There are quite a few negatives at this point, though: it’s written entirely in Java, so it’s slow and a gigantic memory hog. It’s not 100 percent compatible with Linux yet (blame dicey Java porting on Linux). And, well, it just isn’t done yet. They admit all of this right up front – you’re looking at a work in progress, so don’t expect perfection. Regardless of all this, they’re on the right track. Hopefully the developer community at large can help to expand and improve this thing, making it sleeker and faster while building on its already robust feature set.
And maybe having some competent open source competition will force F-C to rethink their pricing on their product to get it in the hands of more people. Of course, if Haystack does get sleeker and faster, I’ll probably just abandon my desire for Plan Plus altogether. It’s a win-win no matter what.
If you check out the link for Plan Plus (one more time), you’ll see that they offer two ways to obtain the product – either via CD with all the manuals and packaging, or through a 52 MB download. This is very convenient. In the end, however, there is absolutely no benefit to downloading the product as they charge the same price for both.
I find more and more software companies doing this, and it pisses me off. A lot of the cost built into software is the packaging, marketing and burning of the software as well as the printing of the manuals, though we’re seeing more manuals shipped on the CD as a PDF. It also costs money to ship and distribute the products to various stores and outlets as well as warehouse the physical media not already shipped.

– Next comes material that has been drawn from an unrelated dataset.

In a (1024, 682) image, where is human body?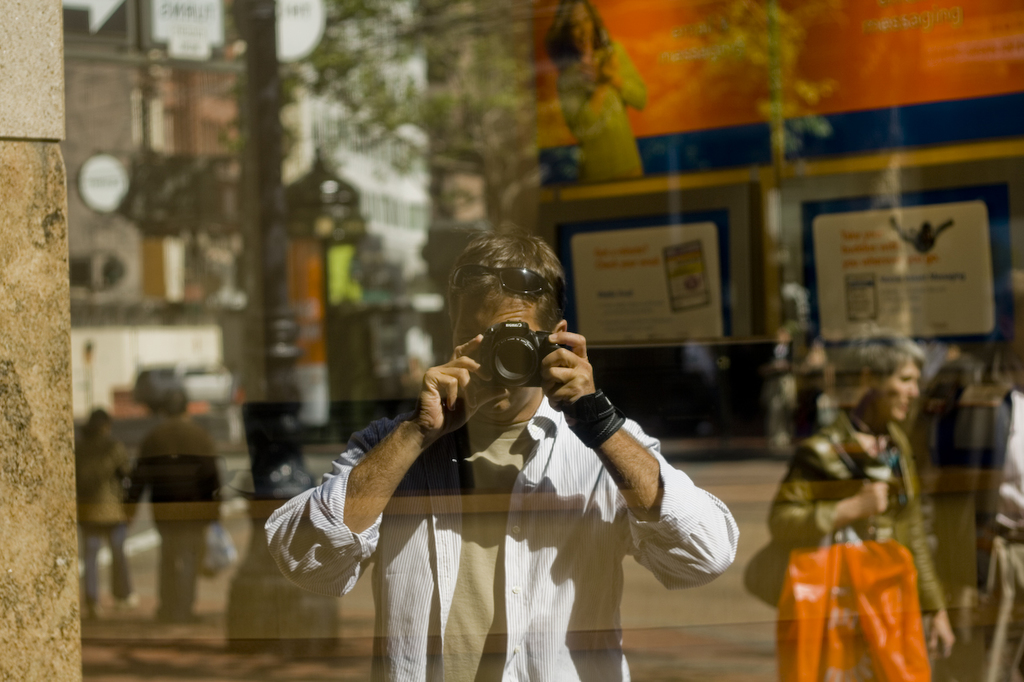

Online distribution should be *much* cheaper. The companies still need to pay for the marketing costs, but the costs of shipping, warehousing, printing, burning on media and wheeling and dealing with software retailers should be taken out of the equation. Granted, they’re replaced with the costs of hosting the software on publicly accessible servers and the bandwidth associated with the download, but those costs should be minimal in comparison.
The bottom line is that I shouldn’t have to pay the same price to download the software that I would for actually receiving the software in the mail. Considering that I actually get less for money (no printed manual, no fancy box to make me feel good about my purchase, no physical media to store my software), there’s practically no benefit from downloading the software other than receiving it immediately rather than having to wait for it to be shipped. But that’s only a benefit if I don’t have a Franklin-Covey store near me. Living in the Bay Area, I’m never more than 15 minutes away from an F-C store front, and they sometimes have sales that aren’t advertised online. If I really need the immediate satisfaction of having the software now, it’s more beneficial to me to just take a trip down to the local store and pick up a copy, complete with all the trimmings, even though downloading it through my cable modem would only take a few minutes.
There is absolutely no value-add to making the software downloadable if you don’t plan on discounting it even a little bit. Hell, just a 10 percent discount would make me seriously consider it, while 20 percent would probably get me to go for it immediately. Software houses need to offer some incentive to people downloading online. It saves the software companies money in the long run and builds a positive relationship with those savvy enough to know that not all good software has to come in pretty, tarted-up packaging.